By optimizing facility management through collaborative creation with customers, aims for stable provision of electric power
Hitachi has developed new technology supporting the formulation of facility maintenance plans, based on methodology called Reliability Centered Maintenance (RCM),*1 to enable efficient lifetime extension and upgrading of power transmission and distribution facilities while maintaining their reliability. Even when insufficient data is available for reliability analysis, the new technology is able to help quantify future failure risk by leveraging the accumulated experience and knowledge of engineers. Hitachi plans to promote optimization of facility management through collaborative creation (co-creation) with customers in Japan and overseas who are considering maintenance plans for their power transmission and distribution networks, thereby contributing to the stable provision of electric power (Figure 1).
The need for providing and maintaining power transmission and distribution networks has become more urgent with the increase in AI-driven data center construction and renewable energy use. This trend has made it necessary for companies involved in the power transmission and distribution business to carry out efficient lifetime extension and upgrading of their facilities while maintaining reliability. Although RCM is a standard method for evaluating equipment failure risk, the time and labor demands, including for data gathering, are seen as excessive.
Hitachi has drawn on its expertise built up over many years of equipment production and operation support to develop an RCM method designed specifically for use with power transmission and distribution facilities. Even in the case of equipment for which the amount of digital data necessary for reliability analysis is lacking, through collaborative creation with customers based on the RCM guidelines, and leveraging the experience and knowledge of engineers, the developed method can perform optimization of equipment, maintenance, and IoT, while quantifying future failure risk.
As a specific example, this method was used and evaluated in power substation equipment that had been in service for many years. The effectiveness of this method was confirmed in quantitatively comparing the failure risk between the existing maintenance plan and equipment upgrading, such as by IoT retrofitting.*2 The new technology will make possible efficient maintenance and upgrades of power transmission and distribution facilities while maintaining their reliability, and will also help in meeting the demands of the revenue cap system*3 recently introduced in Japan.
This technology was announced in part at the CIGRE (Conseil International des Grands Réseaux Électriques = International Council on Large Electric Systems) Paris Session 2024 held August 25–30, 2024.
*1 Reliability Centered Maintenance: A methodology for devising effective maintenance strategies to maximize the reliability of equipment and systems. It originally came into being for maintenance of airplanes, for which reliability is of the utmost importance.
*2 Installing the latest equipment and monitoring systems in existing facilities to upgrade their functions and performance.
*3 A new wheeling charge system introduced in Japan in fiscal 2023 aimed at realizing both the necessary investments in facilities and cost efficiency.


Requirement: Here the job is to copy the data exactly and to exclude every image from it.

Task input:
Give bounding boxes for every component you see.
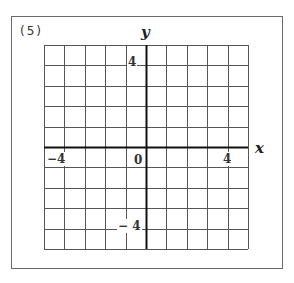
y-tick-positive-4: 4	[127, 55, 137, 69]
y-tick-negative-4: − 4	[117, 219, 142, 233]
y-axis-label: y	[141, 25, 150, 39]
origin-label: 0	[133, 153, 143, 167]
axis-lines	[44, 45, 248, 249]
x-axis-label: x	[255, 141, 264, 155]
coordinate-grid	[0, 0, 294, 283]
x-tick-negative-4: −4	[46, 152, 66, 166]
x-tick-positive-4: 4	[222, 152, 232, 166]
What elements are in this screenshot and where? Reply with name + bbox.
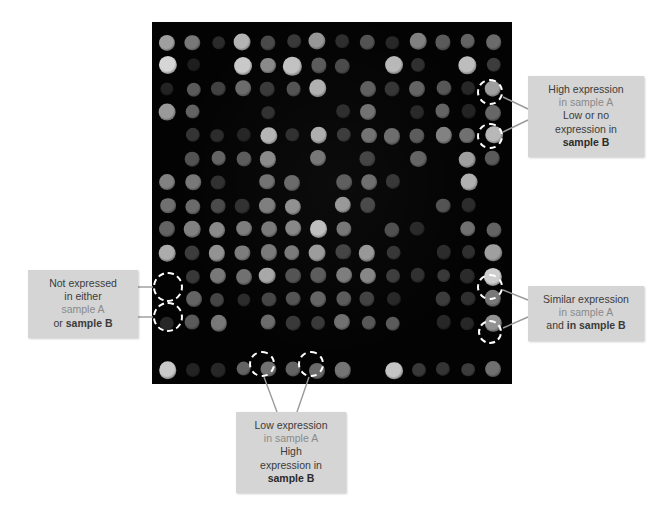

Result:
Give bounding boxes for every component you see.
y-tick-positive-4: 4	[127, 55, 137, 69]
y-tick-negative-4: − 4	[117, 219, 142, 233]
y-axis-label: y	[141, 25, 150, 39]
origin-label: 0	[133, 153, 143, 167]
axis-lines	[44, 45, 248, 249]
x-axis-label: x	[255, 141, 264, 155]
coordinate-grid	[0, 0, 294, 283]
x-tick-negative-4: −4	[46, 152, 66, 166]
x-tick-positive-4: 4	[222, 152, 232, 166]
What elements are in this screenshot and where? Reply with name + bbox.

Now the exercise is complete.